Shaved Meats, Piled High: COVID-19 Edition
March 29
How are you doing?
I don't ask that question idly or glibly. I think everyone needs to sort this question out for themselves, without judgment.
How are you doing? What are you doing to cope? I can read, but I can't watch new television shows, only things I have seen before, with the exception of The Plot Against America, which we are watching as a family, a first for a Blown Deadlines production. I find that planning my weekly menus is essential. Tonight, Sunday, we had Alison Roman's lamb ragu with Ina Garten's roasted cherry tomatoes and a green salad. Monday is pork tenderloin, Tuesday is Michael Ruhlman's egg fu yung, then Alison Roman's chicken confit and Eating Well's picadillo. On Friday, we will do take-out, on Saturday, we can feast on leftovers. My daughter has asked if she can help plan next week's menu and I can't wait. It's a genre of sorts, no, the menu plan? Per Chekhov, if you have pork tenderloin in the first act, you better use the leftover pork by week's end. (That's where the egg fu yung comes in.)
I can work, in very small, focused bursts, but my book happens to require small, focused bursts right now. I take walks with my friend, a frontline health care worker, and we bring our phones, walking at least six feet apart and chatting through the phones. Today I found myself telling her how much I love my work, how lucky I am to have a job in which I have the enormous privilege of leaning into my made-up story and trying to make it work.
I also have been doing something quite silly. On Sunday, March 23, Rachel Syme, who writes for the New Yorker s among other places, asked people to take at least five minutes to put on something fabulous from the back of their closets and share a photo with the Internet. I did it and I couldn't believe how great it felt. In the Before Times, I not so secretly wanted to live in pajamas; when I met with a stylist last fall I described my aesthetic as "pajamas, but nice." I like soft, slouchy clothes. But I have always liked beautiful ones as well, especially shoes and boots. So I kept trying to dress nicely, every day. And I kept photographing myself. Some of the outfits were clearly over the top, but more often than not, I wore what I modeled for much of the day.
I have always yearned to be stylish, but I'm much too lazy to achieve any consistency. I also don't follow fashion, don't read any of the big magazines, or pay attention to trends. In fact, I am deeply skeptical of the capitalistic underpinnings of an industry that depends on making us buy new things on a regular basis, which has real consequences for our planet. But I do watch Project Runway and, in the second week of home-schooling my daughter, I found myself developing a mini-curriculum on fashion, showing her the film What a Way To Go, using that as a springboard to discuss Edith Head, which led to The Incredibles and Head's cameo on Columbo. We designed our own evening gowns as part of art class, continued with a Saturday triple-feature of movies that have notable fashions: The Devil Wears Prada, Desperately Seeking Susan, Crocodile Dundee. (Theme within a theme: The second two were also a tribute to the actor Mark Blum, who died from COVID-19 last week.)
On my street in New Orleans, there was a particular house I loved. At a neighborhood party, I met the woman who then lived there. The person who introduced us said, in passing: "Remember that time we had a power outage in the summer and it was so hot and I stopped by your house and you were sitting in the dark in an evening gown, reading a book by candlelight?" "I just wanted to feel pretty." I was knocked out with admiration for that kind of glamour, by the idea that feeling pretty could provide a balm.
So I am trying to feel pretty every day, even as I wrestle with whether it is frivolous and offensive, a new spin on Marie Antoinette playing milkmaid, a story that turns out to be apocryphal. But even if it were true, I think what I'm doing is quite different. I am trying to celebrate what I have. And, by the way -- the biggest name brands in my closet tend to be acquired from consignment shops and sites. When this devil wears Prada, it's used.
In the wonderful movie In Her Shoes, the Cameron Diaz character tells the Toni Collette that it's a crime to keep beautiful shoes locked up, that they have to go out into the world. When this is over, I plan to take my beautiful shoes and clothes into the world, to find a chance to wear them whenever possible.
The Mystery Box will return. Lots of things will return. But so many lives will have been lost, there's no getting around that. My Pollyanna-ish hope is that we come through this understanding that we are one globe and that we will continue to face challenges that have no interest in our arbitrary borders.
Reading: The Glass Hotel, Emily St. John Mandel; Weather, Jenny Offill, From Scratch, Michael Ruhlman. (Yes, it's a cookbook, but it's also a manifesto about how we cook and eat.) Lots and lots of galleys.
Rereading: The Lenora Mattingly Weber "Beany Malone" series.
Me, Me, Me: Oh, lord, hasn't there been enough of me in here?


#### EXERCISE OBJECTIVE
Where does the string "Received" appear in the records? Copy each line that holds it.

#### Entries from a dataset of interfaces
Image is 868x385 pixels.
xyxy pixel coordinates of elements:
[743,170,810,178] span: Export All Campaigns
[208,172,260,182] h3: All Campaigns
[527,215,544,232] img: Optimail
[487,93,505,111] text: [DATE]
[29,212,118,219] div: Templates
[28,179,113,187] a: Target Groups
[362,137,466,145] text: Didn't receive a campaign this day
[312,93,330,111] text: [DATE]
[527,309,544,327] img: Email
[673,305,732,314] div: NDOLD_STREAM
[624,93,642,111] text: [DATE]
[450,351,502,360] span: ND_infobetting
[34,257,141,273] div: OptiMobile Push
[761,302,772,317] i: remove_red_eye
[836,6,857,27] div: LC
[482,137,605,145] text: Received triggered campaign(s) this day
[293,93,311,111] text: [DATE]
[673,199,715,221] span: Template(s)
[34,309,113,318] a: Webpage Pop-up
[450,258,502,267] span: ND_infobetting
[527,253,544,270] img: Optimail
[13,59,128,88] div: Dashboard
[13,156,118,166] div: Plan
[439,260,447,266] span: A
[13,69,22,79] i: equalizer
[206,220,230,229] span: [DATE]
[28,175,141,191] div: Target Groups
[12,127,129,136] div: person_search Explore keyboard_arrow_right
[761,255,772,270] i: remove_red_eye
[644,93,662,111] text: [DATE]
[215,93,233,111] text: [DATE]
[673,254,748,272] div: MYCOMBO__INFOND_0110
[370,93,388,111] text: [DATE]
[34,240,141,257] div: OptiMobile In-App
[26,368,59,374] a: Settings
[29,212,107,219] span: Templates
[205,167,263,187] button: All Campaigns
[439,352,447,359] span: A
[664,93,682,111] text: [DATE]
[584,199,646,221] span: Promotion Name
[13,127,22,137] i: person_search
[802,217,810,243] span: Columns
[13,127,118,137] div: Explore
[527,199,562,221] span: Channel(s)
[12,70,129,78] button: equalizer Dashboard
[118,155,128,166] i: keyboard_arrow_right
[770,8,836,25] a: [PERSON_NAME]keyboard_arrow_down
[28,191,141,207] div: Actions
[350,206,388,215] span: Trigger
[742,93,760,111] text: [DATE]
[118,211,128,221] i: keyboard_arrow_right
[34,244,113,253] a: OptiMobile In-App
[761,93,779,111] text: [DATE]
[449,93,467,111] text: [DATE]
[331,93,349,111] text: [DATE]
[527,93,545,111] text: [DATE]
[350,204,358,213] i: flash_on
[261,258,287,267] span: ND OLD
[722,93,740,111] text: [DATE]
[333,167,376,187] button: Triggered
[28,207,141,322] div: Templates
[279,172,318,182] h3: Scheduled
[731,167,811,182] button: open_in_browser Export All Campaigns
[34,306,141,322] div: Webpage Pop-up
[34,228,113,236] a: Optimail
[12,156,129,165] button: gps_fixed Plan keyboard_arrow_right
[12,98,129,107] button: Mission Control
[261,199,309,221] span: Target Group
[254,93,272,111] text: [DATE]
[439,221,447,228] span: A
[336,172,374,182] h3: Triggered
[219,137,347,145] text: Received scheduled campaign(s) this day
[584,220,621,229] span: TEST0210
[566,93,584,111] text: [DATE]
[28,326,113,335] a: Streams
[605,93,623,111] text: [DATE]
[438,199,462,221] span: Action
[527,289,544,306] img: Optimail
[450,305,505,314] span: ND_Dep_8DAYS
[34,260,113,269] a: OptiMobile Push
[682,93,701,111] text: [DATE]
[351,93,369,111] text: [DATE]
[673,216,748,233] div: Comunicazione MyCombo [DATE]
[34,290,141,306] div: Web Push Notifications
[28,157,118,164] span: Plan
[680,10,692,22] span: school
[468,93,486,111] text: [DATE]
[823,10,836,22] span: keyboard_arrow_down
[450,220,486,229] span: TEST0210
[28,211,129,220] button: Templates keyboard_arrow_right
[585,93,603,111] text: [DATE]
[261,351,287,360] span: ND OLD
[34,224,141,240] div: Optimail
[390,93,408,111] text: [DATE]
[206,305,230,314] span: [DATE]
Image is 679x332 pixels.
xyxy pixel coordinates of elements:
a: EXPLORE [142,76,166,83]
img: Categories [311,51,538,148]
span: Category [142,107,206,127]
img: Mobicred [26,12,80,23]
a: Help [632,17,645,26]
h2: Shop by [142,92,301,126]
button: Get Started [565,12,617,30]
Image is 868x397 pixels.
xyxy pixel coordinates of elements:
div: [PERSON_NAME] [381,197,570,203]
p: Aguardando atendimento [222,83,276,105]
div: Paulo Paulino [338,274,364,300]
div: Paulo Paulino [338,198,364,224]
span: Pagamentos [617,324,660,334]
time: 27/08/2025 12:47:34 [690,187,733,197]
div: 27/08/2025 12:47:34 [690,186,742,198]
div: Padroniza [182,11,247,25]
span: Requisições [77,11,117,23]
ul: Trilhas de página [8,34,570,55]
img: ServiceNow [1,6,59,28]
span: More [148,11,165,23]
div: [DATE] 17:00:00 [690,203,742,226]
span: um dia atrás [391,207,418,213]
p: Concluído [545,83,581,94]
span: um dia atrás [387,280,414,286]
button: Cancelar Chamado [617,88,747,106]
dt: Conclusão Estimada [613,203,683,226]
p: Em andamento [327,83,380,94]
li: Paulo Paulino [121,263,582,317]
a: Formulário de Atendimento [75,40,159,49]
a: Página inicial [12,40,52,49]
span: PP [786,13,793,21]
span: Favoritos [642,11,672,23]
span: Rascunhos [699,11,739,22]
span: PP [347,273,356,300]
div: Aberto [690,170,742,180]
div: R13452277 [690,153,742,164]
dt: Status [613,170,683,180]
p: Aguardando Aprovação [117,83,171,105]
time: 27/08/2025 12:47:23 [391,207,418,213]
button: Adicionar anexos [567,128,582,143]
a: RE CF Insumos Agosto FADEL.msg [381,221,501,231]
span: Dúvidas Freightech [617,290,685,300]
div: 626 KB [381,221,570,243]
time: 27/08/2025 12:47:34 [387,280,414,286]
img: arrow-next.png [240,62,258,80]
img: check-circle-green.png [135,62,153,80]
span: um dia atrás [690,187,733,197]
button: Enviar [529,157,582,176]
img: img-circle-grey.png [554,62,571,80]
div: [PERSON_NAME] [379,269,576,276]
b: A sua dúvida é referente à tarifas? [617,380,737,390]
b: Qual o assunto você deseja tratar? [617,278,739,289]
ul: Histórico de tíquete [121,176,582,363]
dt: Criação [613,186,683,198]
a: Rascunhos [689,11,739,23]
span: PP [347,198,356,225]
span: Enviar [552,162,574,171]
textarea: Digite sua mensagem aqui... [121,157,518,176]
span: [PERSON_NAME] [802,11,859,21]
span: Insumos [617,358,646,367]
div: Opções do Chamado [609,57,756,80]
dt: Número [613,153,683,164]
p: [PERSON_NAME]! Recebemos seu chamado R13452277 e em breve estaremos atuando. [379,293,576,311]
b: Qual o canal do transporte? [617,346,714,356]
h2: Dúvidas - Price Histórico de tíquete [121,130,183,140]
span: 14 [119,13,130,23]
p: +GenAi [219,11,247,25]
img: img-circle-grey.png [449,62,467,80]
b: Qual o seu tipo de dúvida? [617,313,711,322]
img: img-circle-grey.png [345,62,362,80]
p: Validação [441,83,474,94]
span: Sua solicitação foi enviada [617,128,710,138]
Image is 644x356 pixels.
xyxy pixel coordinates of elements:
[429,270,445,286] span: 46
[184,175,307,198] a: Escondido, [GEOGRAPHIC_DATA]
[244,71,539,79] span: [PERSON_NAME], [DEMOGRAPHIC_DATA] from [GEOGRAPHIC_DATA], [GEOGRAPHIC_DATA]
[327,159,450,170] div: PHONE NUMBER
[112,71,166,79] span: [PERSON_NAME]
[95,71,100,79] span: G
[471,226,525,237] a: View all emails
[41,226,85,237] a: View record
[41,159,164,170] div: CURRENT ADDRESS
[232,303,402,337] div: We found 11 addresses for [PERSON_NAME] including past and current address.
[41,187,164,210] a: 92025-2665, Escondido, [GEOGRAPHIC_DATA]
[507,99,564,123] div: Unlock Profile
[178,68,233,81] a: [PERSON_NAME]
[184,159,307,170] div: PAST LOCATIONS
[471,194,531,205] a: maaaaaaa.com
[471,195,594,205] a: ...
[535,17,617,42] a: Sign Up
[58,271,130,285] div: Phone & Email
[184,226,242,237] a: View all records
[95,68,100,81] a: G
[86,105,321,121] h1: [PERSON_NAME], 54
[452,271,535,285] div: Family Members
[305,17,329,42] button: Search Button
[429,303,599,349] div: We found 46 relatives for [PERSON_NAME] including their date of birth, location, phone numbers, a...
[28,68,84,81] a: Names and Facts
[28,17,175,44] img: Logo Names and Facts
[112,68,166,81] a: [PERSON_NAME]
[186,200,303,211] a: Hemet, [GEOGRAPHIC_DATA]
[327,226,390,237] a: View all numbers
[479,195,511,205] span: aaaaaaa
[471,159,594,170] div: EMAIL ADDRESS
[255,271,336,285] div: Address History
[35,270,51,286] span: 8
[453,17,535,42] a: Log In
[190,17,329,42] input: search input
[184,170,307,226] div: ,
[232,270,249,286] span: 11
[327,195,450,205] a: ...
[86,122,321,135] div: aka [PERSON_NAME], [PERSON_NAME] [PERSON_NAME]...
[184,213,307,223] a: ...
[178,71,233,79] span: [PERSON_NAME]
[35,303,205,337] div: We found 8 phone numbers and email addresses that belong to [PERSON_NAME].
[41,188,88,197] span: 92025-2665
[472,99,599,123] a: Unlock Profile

#### EXPECTED ANSWER
[482,137,605,145] text: Received triggered campaign(s) this day
[219,137,347,145] text: Received scheduled campaign(s) this day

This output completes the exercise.